WORK TO BE COMPLETED: Starting at the line that holds "Describe the element at coordinates (650, 131)", restate every line word for word up to and including the last one in the listing below, and omit all pictures.

*** Opening RECORDS SUPPLIED ***

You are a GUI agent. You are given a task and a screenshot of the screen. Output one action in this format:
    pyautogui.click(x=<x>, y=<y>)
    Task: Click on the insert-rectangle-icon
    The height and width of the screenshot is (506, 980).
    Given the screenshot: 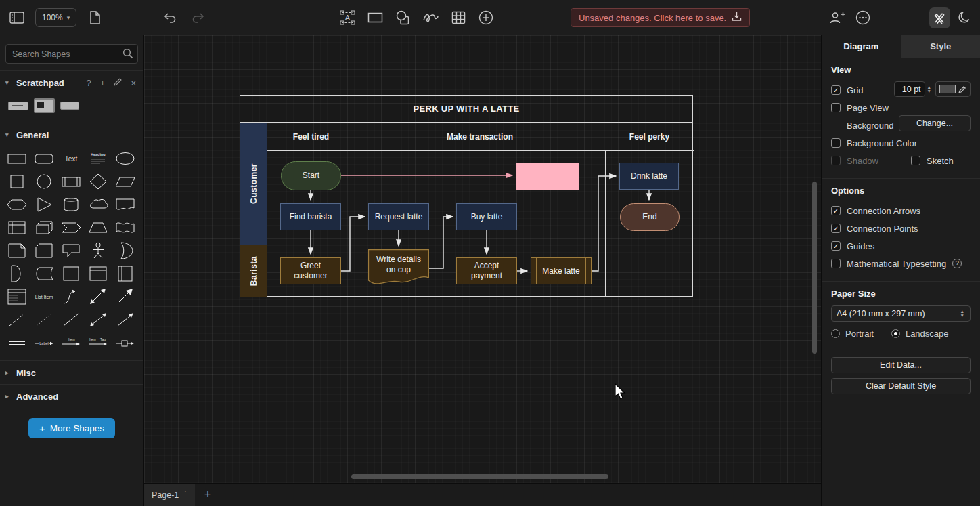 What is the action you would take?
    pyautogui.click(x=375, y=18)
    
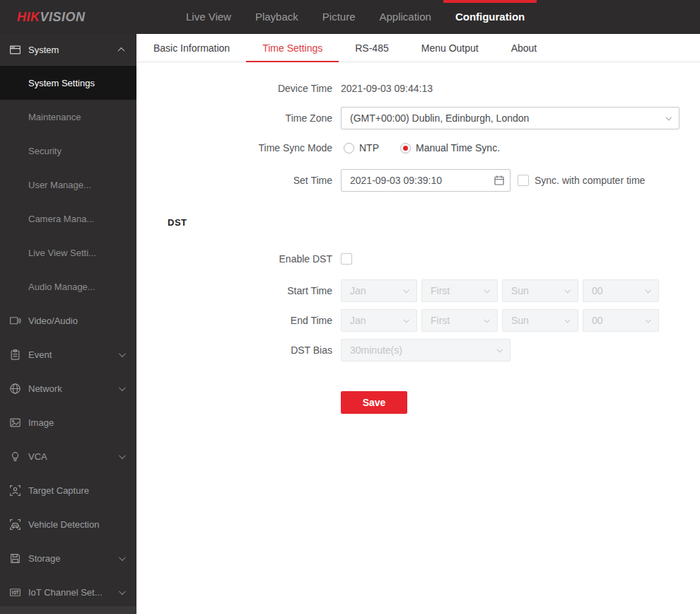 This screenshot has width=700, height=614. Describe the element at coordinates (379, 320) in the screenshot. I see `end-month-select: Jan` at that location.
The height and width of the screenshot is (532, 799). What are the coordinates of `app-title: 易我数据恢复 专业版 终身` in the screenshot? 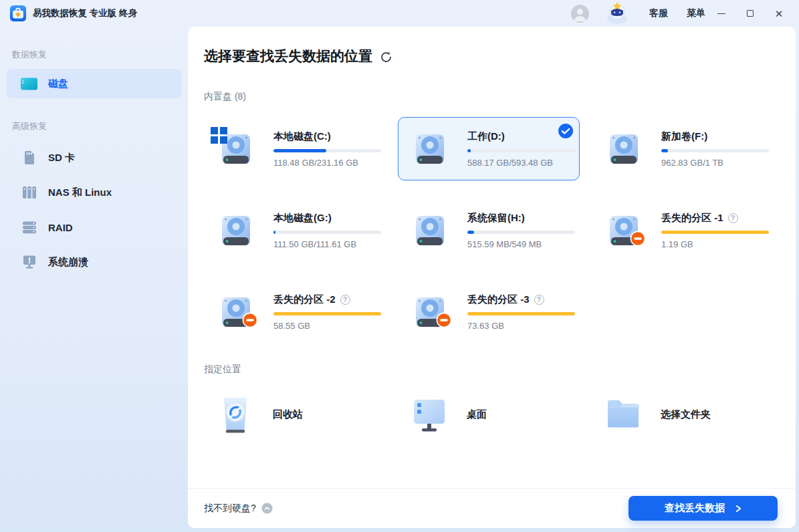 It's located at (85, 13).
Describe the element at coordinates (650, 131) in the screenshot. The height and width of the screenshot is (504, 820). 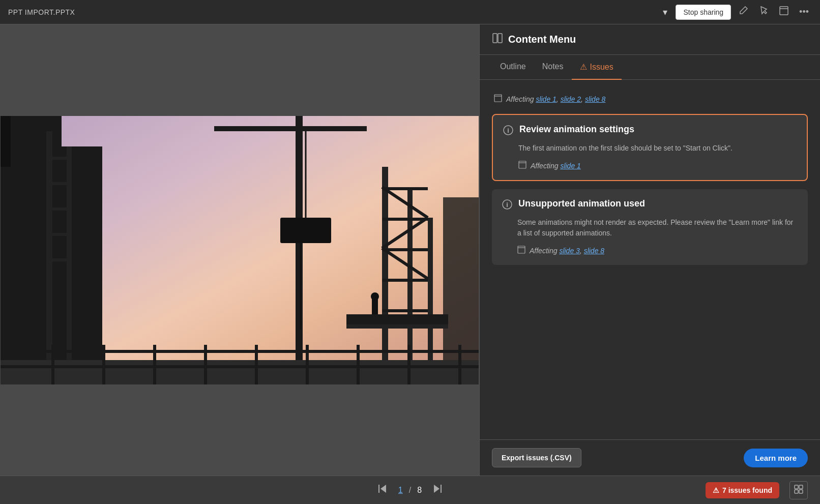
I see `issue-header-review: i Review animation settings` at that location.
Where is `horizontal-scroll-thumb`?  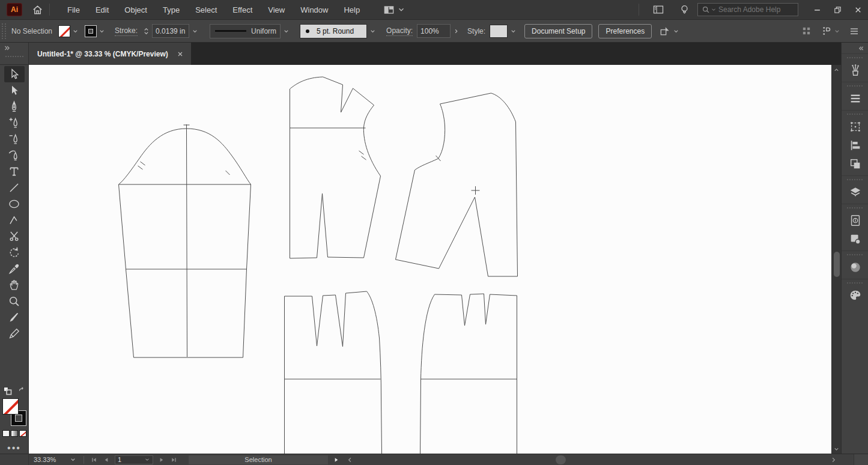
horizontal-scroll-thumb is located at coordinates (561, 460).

*** Closing RECORDS SUPPLIED ***

ANSWER TO THE EXERCISE:
Describe the element at coordinates (650, 131) in the screenshot. The height and width of the screenshot is (504, 820). 
I see `issue-header-review: i Review animation settings` at that location.
Where is `horizontal-scroll-thumb`?  
horizontal-scroll-thumb is located at coordinates (561, 460).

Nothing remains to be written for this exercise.